Chaplin's role as the serenely guiltless serial killer in Monsieur Verdoux was even more troubling for those who first warmed to him as a downtrodden, gallantly resilient victim. In 1923, cubist painter Fernand Léger described the tramp as "a kind of living object", an emblem of life in the dehumanised modern city. Verdoux, who views the murder of his wives and his own execution with the same chilly equanimity, takes that description literally; he is, as Louvish says, a "machine-human", the kind of automaton that lethally threatens Charlie in Modern Times. After this alarming self-revelation, Limelight was a final act of expiation. Here, Chaplin plays the dying clown Calvero, who removes his make-up as the camera tracks in for a brutally truthful close-up of his abject face.

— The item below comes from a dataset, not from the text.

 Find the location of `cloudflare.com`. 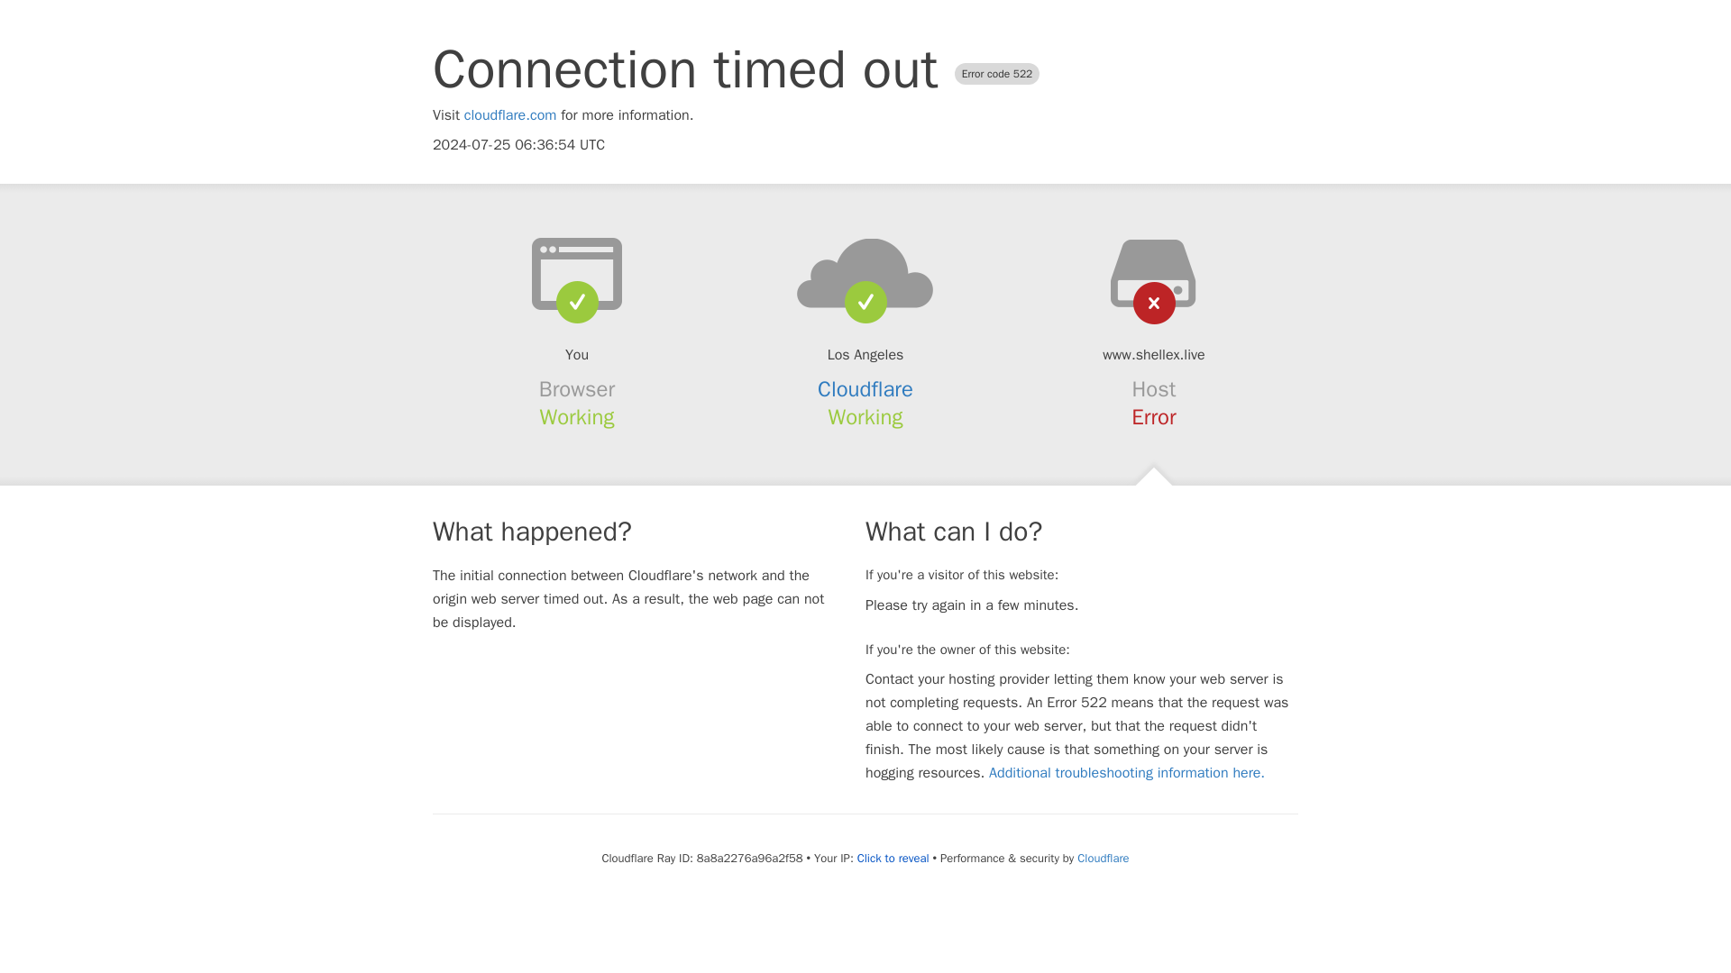

cloudflare.com is located at coordinates (510, 115).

The fellow-feeling between Louvish and Chaplin is so intimate that the biographer, when discussing Limelight, writes a confessional monologue for his subject. He imagines Chaplin saying: "I was content to present the mask, but now I will strip it off and be revealed in the fallibility of my humiliation".

Yet this is not a book that revels in exposing personal flaws and it ends hagiographically, citing the theology of Sufi mystics to suggest that watching Chaplin is tantamount to "contemplation of the divine". I stumbled over this at first, but when I remembered City Lights, I found myself almost believing Louvish's blissed-out coda. Critic James Agee declared that the indescribable look on Chaplin's face at the end of the film - when the tramp stares helplessly at the flower girl who owes her sight to him but does not return his adoration - was "the greatest piece of acting in movies". Having flicked through my mental files, I could produce no evidence to refute the claim. Comedy can be more heartbreaking than tragedy and Chaplin is the man of sorrows whose sufferings, like Calvero's Calvary, have the power to heal a hard-hearted, mirthless world.

Charlie Chaplin: A life

Born: 16 April 1889 in London. Both parents were music hall entertainers. His mother was admitted to a mental asylum when he was four years old.

Career: 1914 Making a Living 1915 The Tramp 1919 Co-founded United Artists 1921 The Kid 1925 The Gold Rush 1931 City Lights 1936 Modern Times 1940 The Great Dictator 1952 Limelight 1967 A Countess From Hong Kong 1972 Honorary Oscar for lifetime services to film.

Died: 25 December 1977 in Switzerland. His body was briefly stolen by grave robbers and is now buried under concrete.